Thousands of kids are falling through the cracks between child protective services and the foster care system—or stuck in homes where sporadic abuse creates havoc.

In the middle of these needs is a growing ministry called Safe Families for Children, providing support for children and their parents in times of crisis and chaos. David Anderson, founder of Safe Families for Children, shares important aspects to preventing the need for foster care.

We learn more about about preventing the need for foster care by recognizing that there are alternative safety nets for children.

“One of the things we want to do is to help keep kids out of foster care, and stay out of foster care if they don’t really need to be in foster care. Now certainly, families can be so challenged that they need the coercion and all the stuff that occurs in foster care, but if those families don’t and they can be helped in other community and neighborly-based ways, we should do that.”

David wrote his doctoral thesis on child abuse and why parents abuse their kids. He helps us understand the dangers of child abuse and where Safe Families can step in as a safe place for children.

“Once a child is harmed, it’s often difficult for kids to overcome that. God made our bodies to recover from broken bones and things like that, but sometimes the scars that are occurring at the hand of your parents can be very, very difficult to overcome. If we can intervene and prevent those stressful situations from occurring, in the long run it’s good for kids. We want to prevent harm that might occur to kids.

Many of the children in our communities are not in danger of being harmed; they are just in need of a loving neighbor and safe place they can go if need be.

“There are families in our neighborhood that are just struggling and they just need support. They’re not about to harm their kids, their kids aren’t about to go into foster care, but they just are struggling with the demands of life, and being a good enough parent for their kids. Those are the ones we want to be able to support as well… if we can have a child in a safe place; provide a break for a parent, and resources to help them get back on their feet, that child and that parent would be in a better place.”

Safe Families understands the importance of geographical proximity in order to maintain close relationships, even after kids are brought back to their biological or adoptive parents.

“It’s not ten days, or the twenty days that the child is out of the home, but it’s a relationship that occurs between the two families that continues after kids are returned home. That is most likely to occur when there isn’t a nice huge geographic chasm between them.”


**Task requirements:** The word "Publish" occurs in some lines of the data. Return each such line.

**Source material:**
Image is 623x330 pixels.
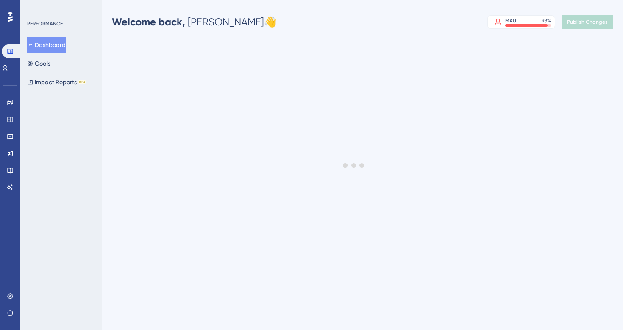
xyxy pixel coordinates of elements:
[505,17,516,24] div: MAU
[27,56,50,71] button: Goals
[27,37,66,53] button: Dashboard
[27,20,63,27] div: PERFORMANCE
[112,16,185,28] span: Welcome back,
[542,17,551,24] div: 93 %
[567,19,608,25] span: Publish Changes
[562,15,613,29] button: Publish Changes
[27,75,86,90] button: Impact ReportsBETA
[78,80,86,84] div: BETA
[112,15,277,29] div: [PERSON_NAME] 👋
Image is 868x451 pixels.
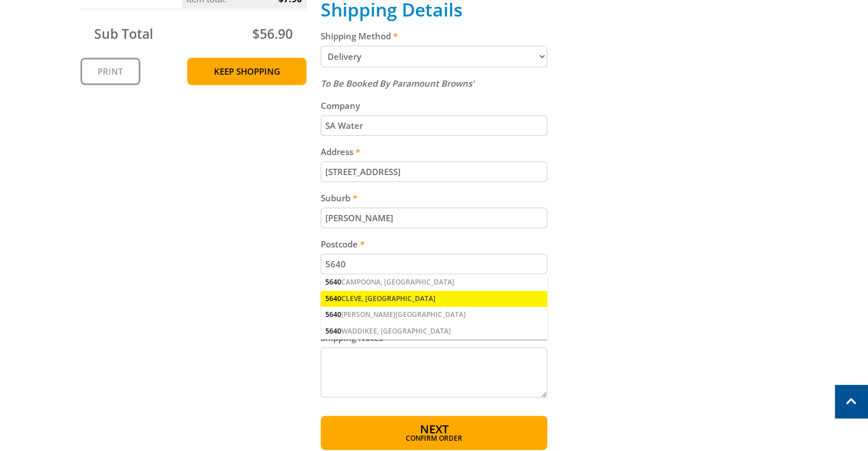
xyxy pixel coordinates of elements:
input: Please enter your address. [321,161,548,182]
span: 5640 [326,294,341,303]
label: Suburb [321,191,548,205]
a: Keep Shopping [187,57,306,85]
input: Please enter your postcode. [321,254,548,274]
span: $56.90 [253,25,293,43]
span: 5640 [326,277,341,287]
span: Sub Total [94,25,153,43]
input: Please enter your suburb. [321,208,548,228]
label: Company [321,98,548,112]
span: Next [419,422,449,437]
span: 5640 [326,326,341,336]
label: Postcode [321,238,548,251]
div: WADDIKEE, [GEOGRAPHIC_DATA] [321,323,548,340]
div: CLEVE, [GEOGRAPHIC_DATA] [321,291,548,307]
button: Next Confirm order [321,416,548,450]
div: [PERSON_NAME][GEOGRAPHIC_DATA] [321,307,548,323]
span: Confirm order [346,436,523,442]
em: To Be Booked By Paramount Browns' [321,77,474,89]
select: Please select a shipping method. [321,46,548,67]
div: CAMPOONA, [GEOGRAPHIC_DATA] [321,274,548,291]
span: 5640 [326,310,341,320]
a: Print [80,57,140,85]
label: Shipping Method [321,29,548,43]
label: Address [321,145,548,159]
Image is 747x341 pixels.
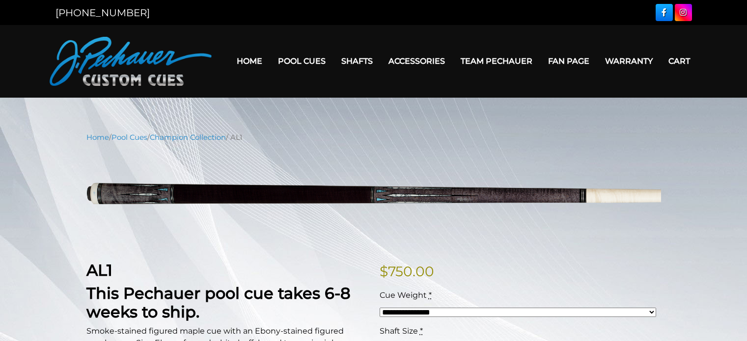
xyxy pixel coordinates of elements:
img: Pechauer Custom Cues [50,37,212,86]
img: AL1-UPDATED.png [86,150,661,246]
abbr: required [429,291,432,300]
bdi: 750.00 [380,263,434,280]
a: Fan Page [540,49,597,74]
span: Cue Weight [380,291,427,300]
strong: This Pechauer pool cue takes 6-8 weeks to ship. [86,284,351,322]
a: Pool Cues [270,49,334,74]
span: $ [380,263,388,280]
nav: Breadcrumb [86,132,661,143]
a: Cart [661,49,698,74]
strong: AL1 [86,261,112,280]
a: Shafts [334,49,381,74]
abbr: required [420,327,423,336]
a: [PHONE_NUMBER] [56,7,150,19]
a: Team Pechauer [453,49,540,74]
span: Shaft Size [380,327,418,336]
a: Pool Cues [112,133,147,142]
a: Accessories [381,49,453,74]
a: Home [229,49,270,74]
a: Warranty [597,49,661,74]
a: Champion Collection [150,133,226,142]
a: Home [86,133,109,142]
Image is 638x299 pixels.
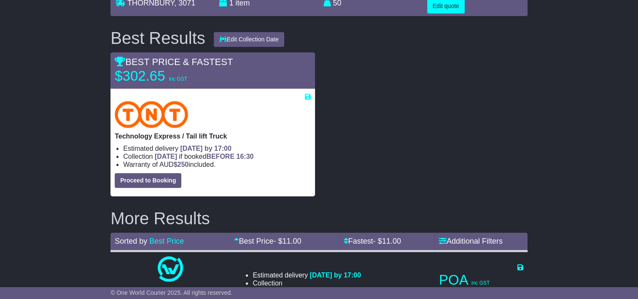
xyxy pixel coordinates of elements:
[180,145,232,152] span: [DATE] by 17:00
[373,237,401,245] span: - $
[344,237,401,245] a: Fastest- $11.00
[273,237,301,245] span: - $
[123,144,310,152] li: Estimated delivery
[115,237,147,245] span: Sorted by
[115,173,181,188] button: Proceed to Booking
[310,271,362,278] span: [DATE] by 17:00
[236,153,254,160] span: 16:30
[253,279,361,287] li: Collection
[214,32,284,47] button: Edit Collection Date
[115,57,233,67] span: BEST PRICE & FASTEST
[123,152,310,160] li: Collection
[115,132,310,140] p: Technology Express / Tail lift Truck
[472,280,490,286] span: inc GST
[253,271,361,279] li: Estimated delivery
[123,160,310,168] li: Warranty of AUD included.
[111,209,528,227] h2: More Results
[282,237,301,245] span: 11.00
[206,153,235,160] span: BEFORE
[115,101,188,128] img: TNT Domestic: Technology Express / Tail lift Truck
[178,161,189,168] span: 250
[111,289,232,296] span: © One World Courier 2025. All rights reserved.
[115,67,220,84] p: $302.65
[169,76,187,82] span: inc GST
[439,271,524,288] p: POA
[174,161,189,168] span: $
[155,153,254,160] span: if booked
[155,153,177,160] span: [DATE]
[149,237,184,245] a: Best Price
[106,29,210,47] div: Best Results
[158,256,183,281] img: One World Courier: Same Day Nationwide(quotes take 0.5-1 hour)
[382,237,401,245] span: 11.00
[439,237,503,245] a: Additional Filters
[234,237,301,245] a: Best Price- $11.00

**Exercise answer:**
[567,19,608,25] span: Publish Changes
[562,15,613,29] button: Publish Changes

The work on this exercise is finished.